Challenges and best practices

Challenges

  1. Data management complexity: With inputs drawn from heterogeneous sources—loan systems, CRM tools, macroeconomic feeds—ensuring harmonised, lineage-tracked, and de-duplicated data is non-trivial.
  2. Model overfitting: Sophisticated ML models can overfit training data and underperform in live environments.
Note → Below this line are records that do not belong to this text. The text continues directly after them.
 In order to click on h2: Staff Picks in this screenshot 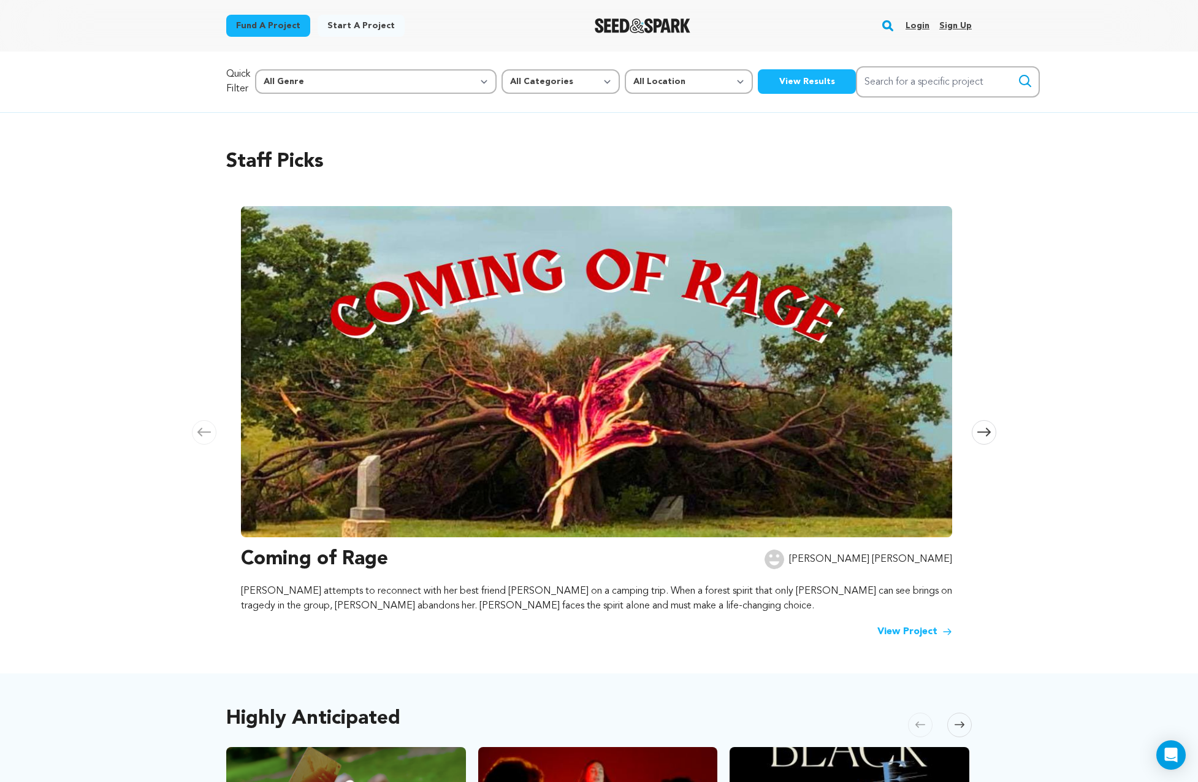, I will do `click(599, 162)`.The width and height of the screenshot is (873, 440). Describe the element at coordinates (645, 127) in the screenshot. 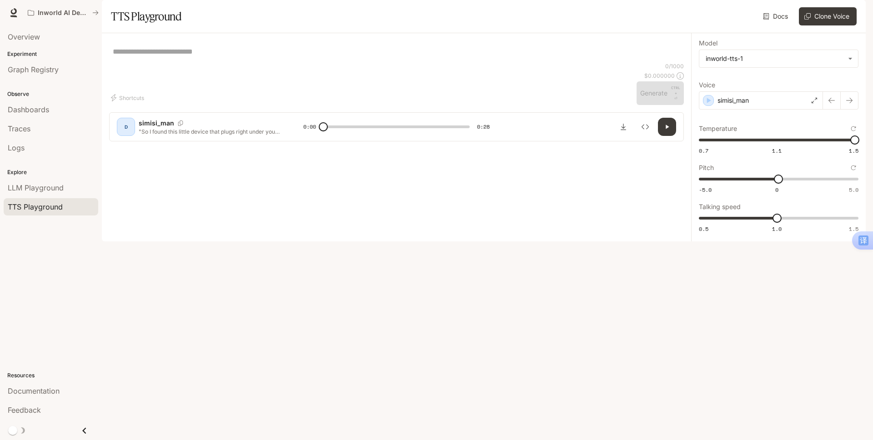

I see `button: Inspect` at that location.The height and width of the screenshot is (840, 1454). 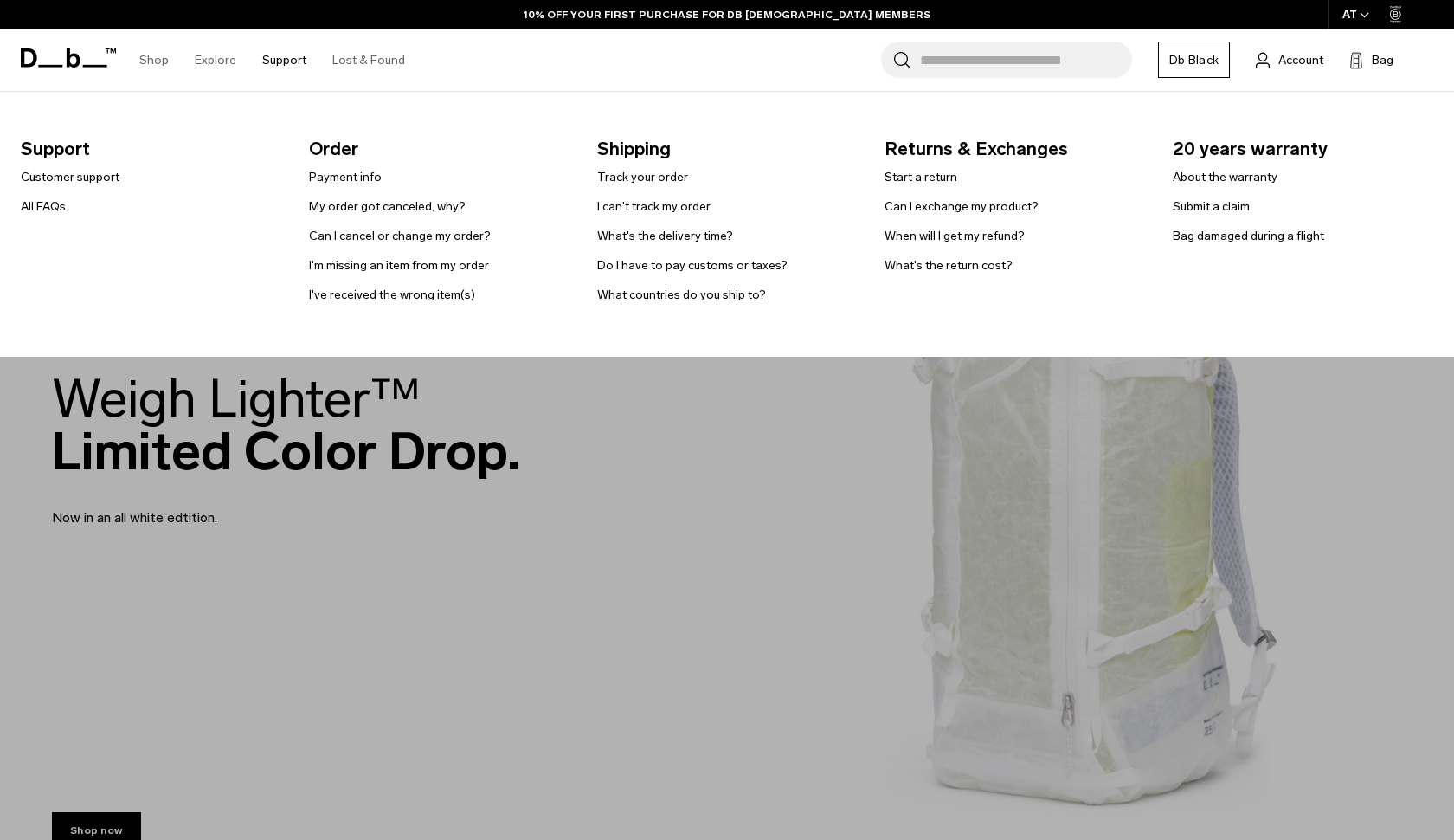 I want to click on a: Payment info, so click(x=345, y=177).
This is particularly dangerous for low-default portfolios (LDPs) where training data is sparse.
  3. Regulatory compliance: Evolving regulatory guidance, such as SR 11-7 (US) or SS1/23 (UK), demands not just modeling expertise but compliance workflows, governance documentation, and internal audit trails.

Best practices

  1. Implement strong data governance: Centralise data policies, enforce golden source definitions, and document data flows using metadata catalogues.
  2. Adopt robust validation frameworks: Employ out-of-time and out-of-sample tests, Bayesian model averaging, and integrate scenario trees to validate under multiple future paths.
  3. Foster a risk-aware culture: Establish cross-functional MRM committees, incentivise transparent override documentation, and regularly educate business lines on model limitations.

Conclusion

In today’s complex financial risk environment, MRM is no longer just a regulatory requirement—it is a strategic advantage. Institutions that embrace cutting-edge techniques such as Bayesian modelling, automated validation, and robust, lineage-driven data governance are not only better equipped to satisfy regulatory demands but also to make smarter, faster, and more informed decisions. At the core of this transformation lies one non-negotiable foundation: high-integrity data. Without reliable, traceable, and consistent data, both compliance and competitive edge begin to erode. When data and analytics are applied with scientific rigour and operational discipline, MRM evolves from a box-ticking exercise into a critical enterprise capability—powering resilience, agility, and long-term value creation.

Santanak Datta, Manager, Grant Thornton Bharat, has also contributed to this article.